The MFS Collapse: What Every Property Developer Should Know
A bridging lender that posted £71.6 million in turnover, grew profits by 163% year-on-year, and employed 149 people has just collapsed — leaving creditors claiming a £1.3 billion shortfall. If you use bridging finance for your property deals, the Market Financial Solutions (MFS) administration is a story you need to understand.
Not because the sky is falling — the UK bridging market is fundamentally healthy — but because it changes which questions you should be asking before you sign on a dotted line.
What Actually Happened
Market Financial Solutions, founded by Paresh Raja in 2006 and headquartered in Mayfair, was one of the UK's largest short-term bridging lenders. The firm had borrowed more than £2 billion from institutional heavyweights including Barclays and Banco Santander to fund its loan book.
On 20 February 2026, MFS filed for administration, citing a "temporary restriction on access to banking facilities." Within days, the picture turned far worse. Administrators from AlixPartners alleged that MFS had engaged in double-pledging — using the same property as collateral for loans from multiple different funders simultaneously. Court filings suggested that while MFS owed roughly £1.2 billion to institutional creditors, the underlying collateral was worth only around £230 million.
The two independent directors had resigned in January and early February 2026. Paresh Raja's wife and co-director departed on 16 February — four days before the administration filing. Raja himself reportedly left the UK for Dubai following the allegations.
It Wasn't Just MFS
A month before MFS collapsed, Century Capital Partners entered administration on 30 January 2026. Century had secured funding relationships with NatWest, OakNorth Bank, Hampshire Trust Bank, and others. Two major lender failures in quick succession sent shockwaves through the specialist lending market.
The pattern raised uncomfortable questions. Both firms had appeared financially healthy on paper. MFS posted record profits for the year ending December 2024 — auditors gave a clean opinion with no going concern issues as recently as April 2025. Standard financial statements, it turns out, don't always reveal what's happening behind the scenes.
Why This Matters If You're a Borrower
You might think a lender going bust is their problem, not yours. But if you have an active bridging loan with a lender that enters administration, the consequences can be severe:
- Your loan could be called in early — administrators may demand repayment to recover funds for creditors, regardless of your agreed term
- Refinancing becomes urgent — you may need to rebridge to a new lender at short notice, potentially on worse terms
- Your project stalls — if you're mid-development and your drawdown facility freezes, construction stops
- Your exit timeline breaks — a planned exit strategy becomes irrelevant if the lender collapses before your term ends
This is what the industry now calls platform risk — the risk that your lender itself fails, separate from whether your deal is sound.
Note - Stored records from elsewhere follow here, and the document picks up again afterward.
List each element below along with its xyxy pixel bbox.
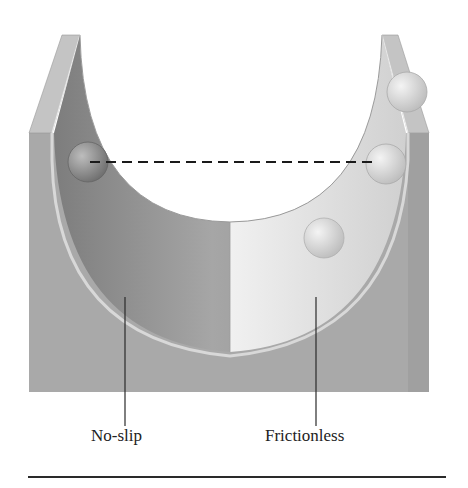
bottom-rule [28, 476, 446, 478]
frictionless-ball-level-icon [366, 144, 406, 184]
frictionless-ball-high-icon [387, 72, 427, 112]
frictionless-ball-mid-icon [304, 218, 344, 258]
noslip-label: No-slip [91, 426, 142, 446]
frictionless-label: Frictionless [265, 426, 344, 446]
noslip-ball-icon [68, 142, 108, 182]
u-track-diagram [0, 0, 468, 488]
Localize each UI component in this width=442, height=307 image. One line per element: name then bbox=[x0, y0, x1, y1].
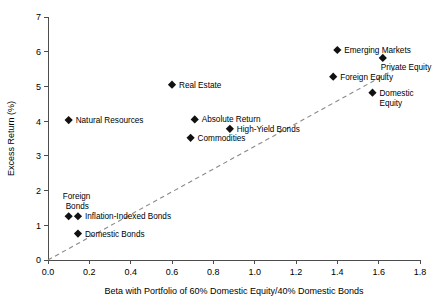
y-tick-label: 2 bbox=[36, 186, 41, 196]
data-point: Real Estate bbox=[168, 81, 222, 90]
diamond-marker bbox=[65, 212, 73, 220]
diamond-marker bbox=[74, 230, 82, 238]
data-point: Foreign Equity bbox=[329, 73, 394, 82]
diamond-marker bbox=[329, 73, 337, 81]
y-axis-title: Excess Return (%) bbox=[6, 101, 16, 176]
point-label: Absolute Return bbox=[202, 115, 261, 124]
data-point: Domestic Bonds bbox=[74, 230, 145, 239]
x-tick-label: 1.8 bbox=[414, 267, 427, 277]
y-tick-label: 6 bbox=[36, 47, 41, 57]
point-label: Foreign bbox=[63, 192, 91, 201]
y-tick-label: 5 bbox=[36, 82, 41, 92]
diamond-marker bbox=[187, 134, 195, 142]
data-point: Absolute Return bbox=[191, 115, 261, 124]
data-point: Private Equity bbox=[379, 54, 433, 72]
x-tick-label: 1.0 bbox=[248, 267, 261, 277]
point-label: Inflation-Indexed Bonds bbox=[85, 212, 171, 221]
x-tick-label: 1.2 bbox=[290, 267, 303, 277]
scatter-chart: 012345670.00.20.40.60.81.01.21.41.61.8 E… bbox=[0, 0, 442, 307]
point-label: Emerging Markets bbox=[344, 46, 410, 55]
diamond-marker bbox=[74, 212, 82, 220]
plot-area: 012345670.00.20.40.60.81.01.21.41.61.8 E… bbox=[0, 0, 442, 307]
point-label: Commodities bbox=[198, 134, 246, 143]
y-tick-label: 1 bbox=[36, 221, 41, 231]
point-label: Natural Resources bbox=[76, 116, 144, 125]
point-label: Real Estate bbox=[179, 81, 222, 90]
x-tick-label: 0.6 bbox=[166, 267, 179, 277]
diamond-marker bbox=[368, 89, 376, 97]
data-point: Natural Resources bbox=[65, 116, 144, 125]
diamond-marker bbox=[333, 46, 341, 54]
point-label: Domestic bbox=[379, 89, 413, 98]
data-point: Inflation-Indexed Bonds bbox=[74, 212, 171, 221]
x-tick-label: 1.6 bbox=[372, 267, 385, 277]
x-axis-title: Beta with Portfolio of 60% Domestic Equi… bbox=[104, 286, 364, 296]
data-point: Emerging Markets bbox=[333, 46, 411, 55]
point-label: Foreign Equity bbox=[340, 73, 394, 82]
y-tick-label: 0 bbox=[36, 255, 41, 265]
x-tick-label: 0.8 bbox=[207, 267, 220, 277]
diamond-marker bbox=[379, 54, 387, 62]
x-tick-label: 0.2 bbox=[83, 267, 96, 277]
point-label: Domestic Bonds bbox=[85, 230, 145, 239]
x-tick-label: 0.4 bbox=[124, 267, 137, 277]
axis-titles: Beta with Portfolio of 60% Domestic Equi… bbox=[6, 101, 364, 296]
data-point: Commodities bbox=[187, 134, 246, 143]
point-label: Bonds bbox=[66, 202, 89, 211]
data-point: High-Yield Bonds bbox=[226, 125, 300, 134]
x-tick-label: 1.4 bbox=[331, 267, 344, 277]
point-label: Equity bbox=[379, 99, 403, 108]
x-tick-label: 0.0 bbox=[42, 267, 55, 277]
data-points: Emerging MarketsPrivate EquityForeign Eq… bbox=[63, 46, 433, 239]
point-label: Private Equity bbox=[381, 63, 432, 72]
y-tick-label: 7 bbox=[36, 12, 41, 22]
y-tick-label: 3 bbox=[36, 151, 41, 161]
diamond-marker bbox=[191, 115, 199, 123]
diamond-marker bbox=[168, 81, 176, 89]
point-label: High-Yield Bonds bbox=[237, 125, 300, 134]
y-tick-label: 4 bbox=[36, 117, 41, 127]
diamond-marker bbox=[65, 116, 73, 124]
diamond-marker bbox=[226, 125, 234, 133]
data-point: DomesticEquity bbox=[368, 89, 413, 108]
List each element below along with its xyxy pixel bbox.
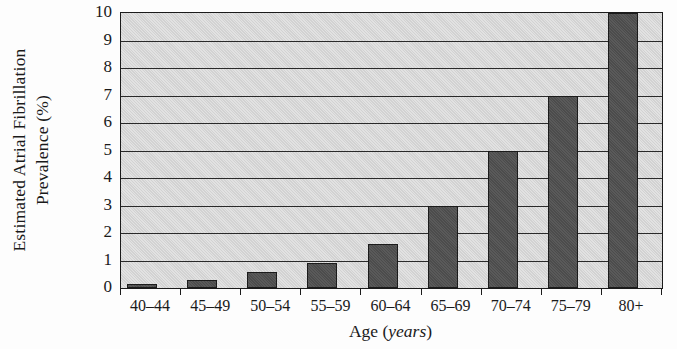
bar — [247, 272, 277, 289]
y-axis-title: Estimated Atrial Fibrillation Prevalence… — [0, 0, 62, 300]
bar — [608, 13, 638, 288]
bar-chart-figure: Estimated Atrial Fibrillation Prevalence… — [0, 0, 677, 349]
x-axis-title-close: ) — [426, 321, 432, 341]
x-axis-title-space: ( — [378, 321, 388, 341]
x-axis-tick — [240, 288, 241, 295]
x-axis-ticks — [120, 288, 661, 296]
y-axis-tick-label: 0 — [78, 278, 112, 295]
x-axis-tick — [180, 288, 181, 295]
x-axis-tick-label: 70–74 — [481, 296, 541, 316]
y-axis-tick-label: 8 — [78, 58, 112, 75]
bar — [428, 206, 458, 289]
x-axis-tick — [300, 288, 301, 295]
x-axis-tick-label: 65–69 — [421, 296, 481, 316]
x-axis-tick-label: 80+ — [601, 296, 661, 316]
bar-series — [121, 13, 662, 288]
y-axis-tick-label: 9 — [78, 31, 112, 48]
x-axis-tick — [360, 288, 361, 295]
x-axis-tick-label: 50–54 — [240, 296, 300, 316]
y-axis-tick-label: 3 — [78, 196, 112, 213]
y-axis-title-text: Estimated Atrial Fibrillation Prevalence… — [8, 48, 54, 251]
y-axis-tick-labels: 012345678910 — [78, 0, 112, 300]
y-axis-tick-label: 2 — [78, 223, 112, 240]
x-axis-tick — [481, 288, 482, 295]
x-axis-tick-label: 40–44 — [120, 296, 180, 316]
x-axis-tick-label: 75–79 — [541, 296, 601, 316]
y-axis-tick-label: 4 — [78, 168, 112, 185]
x-axis-tick-label: 55–59 — [300, 296, 360, 316]
x-axis-tick-labels: 40–4445–4950–5455–5960–6465–6970–7475–79… — [120, 296, 661, 318]
y-axis-tick-label: 6 — [78, 113, 112, 130]
x-axis-tick — [601, 288, 602, 295]
y-axis-tick-label: 1 — [78, 251, 112, 268]
y-axis-title-line-1: Estimated Atrial Fibrillation — [8, 48, 31, 251]
x-axis-title-italic: years — [388, 321, 426, 341]
x-axis-tick — [661, 288, 662, 295]
y-axis-tick-label: 5 — [78, 141, 112, 158]
x-axis-title-plain: Age — [349, 321, 378, 341]
bar — [488, 151, 518, 289]
x-axis-tick — [120, 288, 121, 295]
x-axis-tick-label: 45–49 — [180, 296, 240, 316]
plot-area — [120, 12, 663, 289]
bar — [548, 96, 578, 289]
bar — [187, 280, 217, 288]
bar — [307, 263, 337, 288]
x-axis-tick-label: 60–64 — [360, 296, 420, 316]
y-axis-tick-label: 7 — [78, 86, 112, 103]
x-axis-title: Age (years) — [120, 320, 661, 342]
y-axis-title-line-2: Prevalence (%) — [31, 48, 54, 251]
x-axis-tick — [421, 288, 422, 295]
x-axis-tick — [541, 288, 542, 295]
y-axis-tick-label: 10 — [78, 3, 112, 20]
bar — [368, 244, 398, 288]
Before MFS, most borrowers and brokers focused almost exclusively on borrower risk (can you repay?). Now the question is also: can your lender survive?
How to Vet Your Bridging Lender
The "flight to quality" is already reshaping how brokers and developers choose lenders. Here's what to look for:
Governance and separation of powers. Is there a clear divide between the people originating loans and those approving credit? At MFS, the founder controlled 75% of the business and was the sole remaining director when it collapsed. Independent oversight matters.
Multiple funding lines. A lender reliant on one or two funding sources is more fragile than one with diversified institutional backing. Ask how many funding relationships they have and whether maturities are staggered.
Transparency and reporting. Can the lender demonstrate, at a loan level, which assets are pledged to which funder? The double-pledging allegation at MFS was possible precisely because this visibility was lacking.
Track record and regulation. FCA authorisation is a baseline, not a guarantee — MFS was FCA-authorised. Look for membership of industry bodies like the Bridging & Development Lenders Association (BDLA), which sets standards for conduct and transparency.
Ask your broker. A good broker — like the kind of relationship we build at The Finance Brokers — doesn't just find the cheapest rate. They know which lenders have robust governance, stable funding, and a track record of completing deals without surprises. If you're unsure about what bridging finance involves, start there.
What This Means for the Market
The bridging sector isn't broken. The BDLA reported record loan books surpassing £13 billion in 2025, with completions up 42% year-on-year. LendInvest recently secured a £250 million funding deal with Castlelake and reported 23% lending growth. Shawbrook continues to expand its criteria into social housing and complex buy-to-let.
But the MFS fallout will have lasting effects. Expect:
- Tighter due diligence from institutional funders backing bridging lenders
- Higher standards of governance becoming table stakes, not differentiators
- Possible regulatory scrutiny — Bloomberg reported that the MFS collapse has exposed gaps in UK non-bank mortgage oversight
- A healthier market long-term — bad actors getting weeded out benefits everyone
For property developers, the practical takeaway is straightforward: don't just compare rates. Compare lenders. Ask the awkward questions about governance and funding. And work with a broker who's already done that homework.
If you're looking for bridging refinance or want to talk through your options with a team that vets every lender on your behalf, get in touch. We're always happy to have the conversation.